Agreed. There's usually always at least one Bard in most of the games I run, and they do just fine.Crothian said:I've never had problems with bard sbeing underpowered, they have a nicht just like the other classes and granted it is not as obvious to everyone as say hitting people with a sword but that does not make it any less there.
gizmo33 said:You need to put down the video-game controller...
Yes, and that goes both ways. We've seen plenty of romanticizing of ancient cultures to make them out to be more than they really were before. Just look at all the nonsense people have come up with about the druids or stonehenge for examples. I suspect some of this "the bards knew everything there ever was to know" talk is another example. Were the bards better educated and more knowledgable than your average wandering minstrel? You bet. Were they some sort of ancient repository of all knowledge that ever existed? Hardly.gizmo33 said:People need to understand that what is known about bards in our literate society has passed through a number of layers of abstraction.
Henry said:..., until our Bard happened to glean it out of an old manuscript
Ranes said:Ten out of ten for knowing how to start a fight. (But thanks for the entertainment.)

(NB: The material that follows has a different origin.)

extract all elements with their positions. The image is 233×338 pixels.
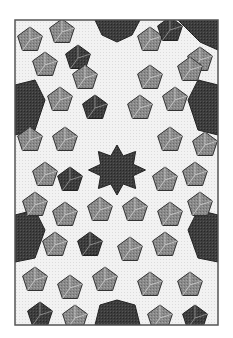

True, but I hate to see you make too much of a system of writing that was never taken seriously by druids and exists only in the form of a few tomb inscriptions. Bardic knowledge was sacred knowledge, and to write it down was blasphemous. It's like looking for the tenets of Christianity in pornography and trying to draw conclusions from the that. The real direct source of bardic knowledge is verbally trasmitted, and so you don't have it. My crazy thesis here is that only by viewing the written sources through the lense of what anthropology/comparative mythology has to say about pre-literate societies (and this term is prejudiced in assuming some sort of "progress" to writing) can you really do justice to the way that the people of the time period thought. I think a serious attempt at a character class worthy of the name "bard" would recognize what the people who invented the term would have understood about the class.
Again - druidic knowledge is, in fact, unwritten and to the extent that it is not derived immediately from the powers granted by gods, I would argue that such knowledge is in fact BARDIC Knowledge.
gizmo33 said:I believe most gamers do not know enough about bards to do them justice, either as a DM or a module author.
Henry is referring to the D&D bard whereas you are still stuck on the Celtic bard, which is where your confusion (or is it mock-confusion?) stems from. Of course the Celtic bards didn't have access to an efficient means of writing, and if they did, who's to say they wouldn't have used it? After all, unlike the church-scribed Celtic myths, the Greek epic cycles were preserved orally and eventually written down by the same people who had memorised them.gizmo33 said:Your highness, at the risk of suffering the same fate as your other enemies I would like to use you as an example of the EXACT bias I'm talking about when you ask people from a literate society to come up with ideas about bards.
There is an UNBROKEN oral tradition in the universe of bards. It has no need for the mundane scratchings of scribes - "manuscripts" as you say. (Pardon the alliteration.) The details of a person's deathbed confession would have been composed, on the spot, by the household bard into a powerful and stirring poetic epic that would pass through recitation like the black plague across Europe. There's no reason to assume that the bard would ever have to resort to reading manuscripts, or surfing the internet for that matter.
Of course rule Zero is yours to command, my lord. And the campaign is yours to do with as you please. I merely argue for the meekest of your subjects.